I shook my head, mouth dry.

"I, uh, would've thought you both discussed your uh … outside employment before marriage. My agency assigned him to you on the onset of your travels, first to assess then to protect once we determined the level of technology in your brain. No one has ever mastered what Carter did. The microchips in your head are beyond belief," he explained. "Every agent in our organization knows about this singular success after decades of failure. Carter … interfered, as he is wont to do. I am not privy to the details, but I believe he conscripted Batu somehow - perhaps through force or blackmail - to work for him when you arrived in this era."

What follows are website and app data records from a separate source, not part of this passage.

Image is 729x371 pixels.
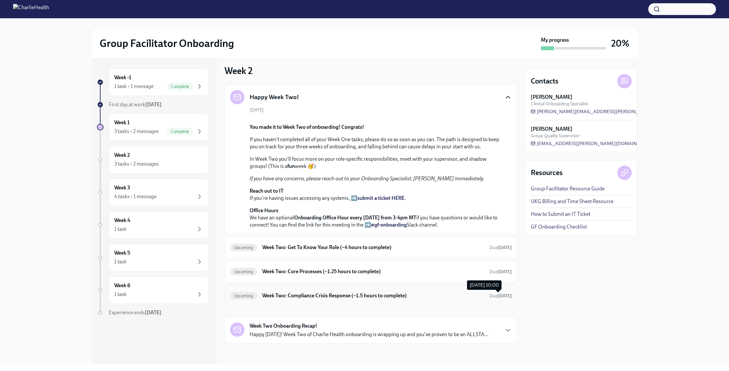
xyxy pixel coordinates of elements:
p: We have an optional if you have questions or would like to connect! You can find the link for thi... [250,207,502,228]
span: Clinical Onboarding Specialist [531,101,588,107]
strong: Reach out to IT [250,188,284,194]
span: [DATE] [250,107,264,113]
a: How to Submit an IT Ticket [531,210,591,217]
strong: Office Hours [250,207,278,213]
strong: [DATE] [498,245,512,250]
span: Due [490,269,512,274]
a: Week 51 task [97,244,209,271]
h6: Week 6 [114,282,130,289]
h3: Week 2 [225,65,253,77]
strong: [DATE] [145,309,161,315]
a: [PERSON_NAME][EMAIL_ADDRESS][PERSON_NAME][DOMAIN_NAME] [531,108,693,115]
a: #gf-onboarding [371,221,407,228]
strong: [DATE] [145,101,162,107]
a: First day at work[DATE] [97,101,209,108]
a: UpcomingWeek Two: Compliance Crisis Response (~1.5 hours to complete)Due[DATE] [230,290,512,301]
img: CharlieHealth [13,4,49,14]
strong: fun [287,163,295,169]
h4: Resources [531,168,563,177]
strong: Week Two Onboarding Recap! [250,322,317,329]
h6: Week Two: Get To Know Your Role (~4 hours to complete) [262,244,484,251]
strong: [PERSON_NAME] [531,93,573,101]
h6: Week 2 [114,151,130,159]
a: UpcomingWeek Two: Get To Know Your Role (~4 hours to complete)Due[DATE] [230,242,512,252]
a: GF Onboarding Checklist [531,223,587,230]
a: UpcomingWeek Two: Core Processes (~1.25 hours to complete)Due[DATE] [230,266,512,276]
a: submit a ticket HERE [357,195,405,201]
h3: 20% [611,37,630,49]
span: Complete [167,129,193,134]
a: Group Facilitator Resource Guide [531,185,605,192]
h6: Week 4 [114,217,130,224]
p: Happy [DATE]! Week Two of Charlie Health onboarding is wrapping up and you've proven to be an ALL... [250,330,488,338]
h6: Week 1 [114,119,130,126]
p: If you're having issues accessing any systems, ➡️ . [250,187,502,202]
div: 1 task [114,258,127,265]
div: 3 tasks • 2 messages [114,160,159,167]
strong: My progress [541,36,569,44]
span: Due [490,245,512,250]
strong: [DATE] [498,269,512,274]
strong: Onboarding Office Hour every [DATE] from 3-4pm MT [294,214,416,220]
div: 3 tasks • 2 messages [114,128,159,135]
h6: Week Two: Core Processes (~1.25 hours to complete) [262,268,484,275]
h6: Week 5 [114,249,130,256]
div: 1 task • 1 message [114,83,154,90]
strong: You made it to Week Two of onboarding! Congrats! [250,124,364,130]
a: UKG Billing and Time Sheet Resource [531,198,614,205]
div: 4 tasks • 1 message [114,193,157,200]
h6: Week 3 [114,184,130,191]
span: Complete [167,84,193,89]
span: Upcoming [230,245,257,250]
h6: Week Two: Compliance Crisis Response (~1.5 hours to complete) [262,292,484,299]
p: If you haven't completed all of your Week One tasks, please do so as soon as you can. The path is... [250,136,502,150]
span: Due [490,293,512,298]
a: Week -11 task • 1 messageComplete [97,68,209,96]
span: First day at work [109,101,162,107]
a: Week 41 task [97,211,209,238]
a: Week 61 task [97,276,209,303]
a: [EMAIL_ADDRESS][PERSON_NAME][DOMAIN_NAME] [531,140,655,147]
a: Week 23 tasks • 2 messages [97,146,209,173]
h2: Group Facilitator Onboarding [100,37,234,50]
em: If you have any concerns, please reach out to your Onboarding Specialist, [PERSON_NAME] immediately. [250,175,484,181]
a: Week 13 tasks • 2 messagesComplete [97,113,209,141]
p: In Week Two you'll focus more on your role-specific responsibilities, meet with your supervisor, ... [250,155,502,170]
div: 1 task [114,225,127,232]
a: Week 34 tasks • 1 message [97,178,209,206]
strong: [DATE] [498,293,512,298]
strong: [PERSON_NAME] [531,125,573,133]
span: Group Quality Supervisor [531,133,580,139]
div: 1 task [114,290,127,298]
h6: Week -1 [114,74,131,81]
span: Experience ends [109,309,161,315]
span: September 1st, 2025 10:00 [490,268,512,274]
h5: Happy Week Two! [250,93,299,101]
span: Upcoming [230,293,257,298]
h4: Contacts [531,76,559,86]
span: Upcoming [230,269,257,274]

"I'm sorry … I'm having some …" Shit. I needed to talk and think and right now, my sense of detachment was yanking me into unconsciousness. I sagged and felt myself hit the cold, solid ground. My eyes closed despite my attempt to fight the darkness.

Stuck in-between places, I was vaguely aware of being lifted and carried somewhere, of the worried voices gathered around me, of the attempts to wake me.

But I stayed where I was, overwhelmed and straining not to plummet into darkness of emotion that was far, far deeper than where I had gone when Taylor passed.

I saw the man who saved me at the well on the Old West in my visions. It wasn't the first time I sensed him, but it was the first time I saw him. He had followed Fighting Badger - or perhaps me, since the Native American was stalking me - almost since I had arrived in the Old West.

But the shadowy figure, the one who saved me, had made only two appearances: once at the well and once in the tent of Ghoajin seventy years ago when he forced me to swallow the pills Carter sent with me.

The Persian was claiming that was Batu.

The man I loved, the man I thought I knew, had been lying to me.

Ask him first. He deserved a chance to refute what The Persian was saying or to deny it all. If The Persian hadn't known what he did, I would dismiss his words, because nothing was coming between Batu and me. Hanging onto the thread of hope that The Persian was wrong, his warning was then able to sink in.

Carter was close. I was being hunted. I wasn't freed or left to history; I had been lost, like a set of car keys, and both Carter and his enemies were searching. One of them, or perhaps both, had found me.